He is considered one of the key thinkers of the (British) New Left. From 1962, with Perry Anderson in New Left Review, he developed a thesis (the "Nairn-Anderson thesis") to explain why Britain did not develop in a 'normal' way, which was defined as the continental European movement to anti-clericalism and Republicanism since the 1789 French Revolution.
Nairn has long been an advocate of European integration, an argument he put forward in The Left Against Europe (1973), when leftist opinion in the UK was very much against the idea.
He has been an advocate of the devolution of power to the Scottish Parliament and the Welsh Assembly, and criticised the 90s/2000s Labour government for not giving those bodies enough power. An anthology of NLR articles, The Break-Up of Britain (1977, revised 1982) is the best known of Nairn's books on the nationalism theme. It is a Marxist critique of the emergence of worldwide nationalism. Essentially, Nairn contends that imperialism from the core countries (Western Europe) amongst the peripheral nations (Africa, Asia, Australia, etc.) motivated the peripheral elites to mobilize their exploited masses. As such, they created powerful myths and stories based on local artefacts and local happenings. The peripheral intelligentsia, as he denotes them, were inspired by both Romanticism and Populism. In a chapter devoted to him, Enoch Powell is placed in both traditions.

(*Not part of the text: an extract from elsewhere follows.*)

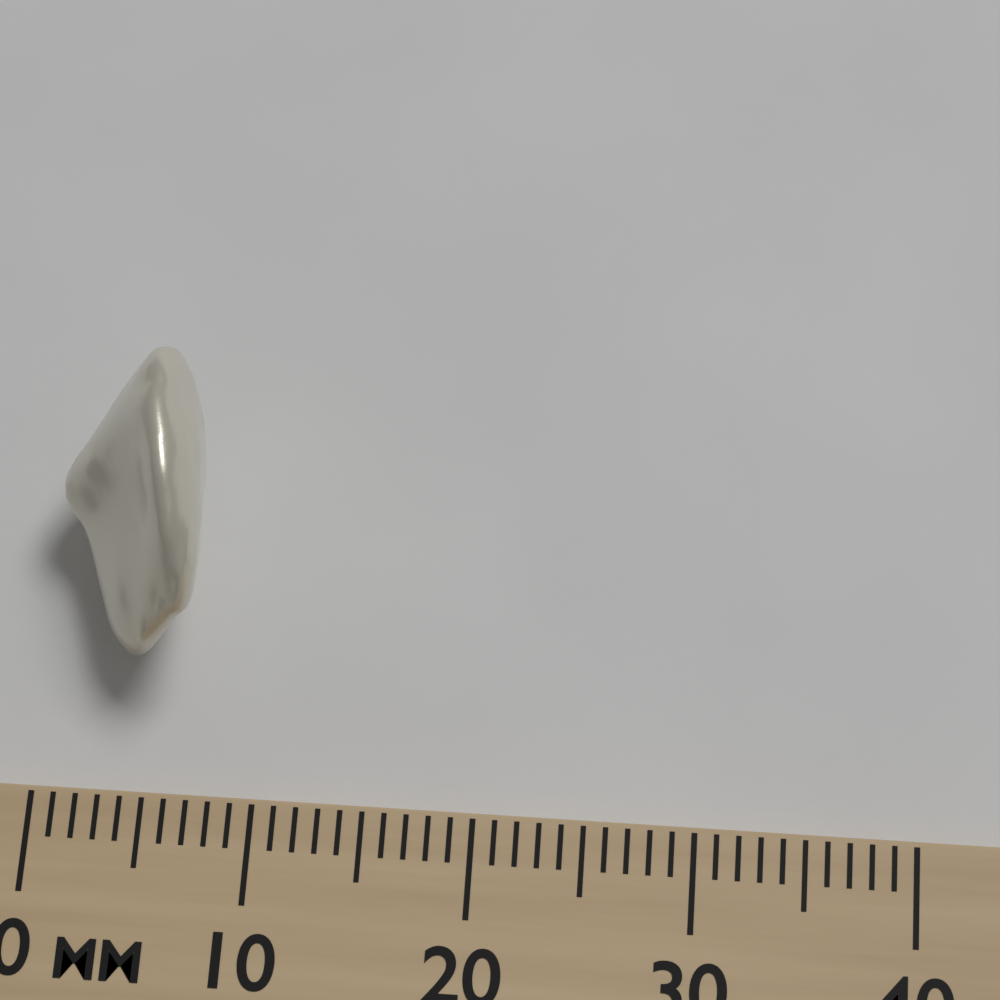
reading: 7 mm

His republican inclinations meant that his The Enchanted Glass (1988) was one of the earliest serious modern investigations in to the British Monarchy from an abolitionist perspective. It won the Scottish Book of the Year Award. Here and elsewhere Nairn uses the term 'Ukania' to suggest the irrational and Ruritanian nature of the British constitutional monarchy. His original source for the term is the nickname 'Kakania' that Robert Musil uses for the dual Austro-Hungarian monarchy in The Man Without Qualities.
One of the most powerful critiques comes from ethno-symbolist Anthony D. Smith, from the London School of Economics, who contends that Nairn never defines the term "nationalism". What Smith says, however, is that Nairn characterises it as a "militant movement by the community vis-a-vis the imperialists, and this movement supplied the notion of a shared destiny."
Member of the Academy of Social Sciences in Australia (2009)
He has written many articles for the London Review of Books and contributes regularly to openDemocracy as well as other publications.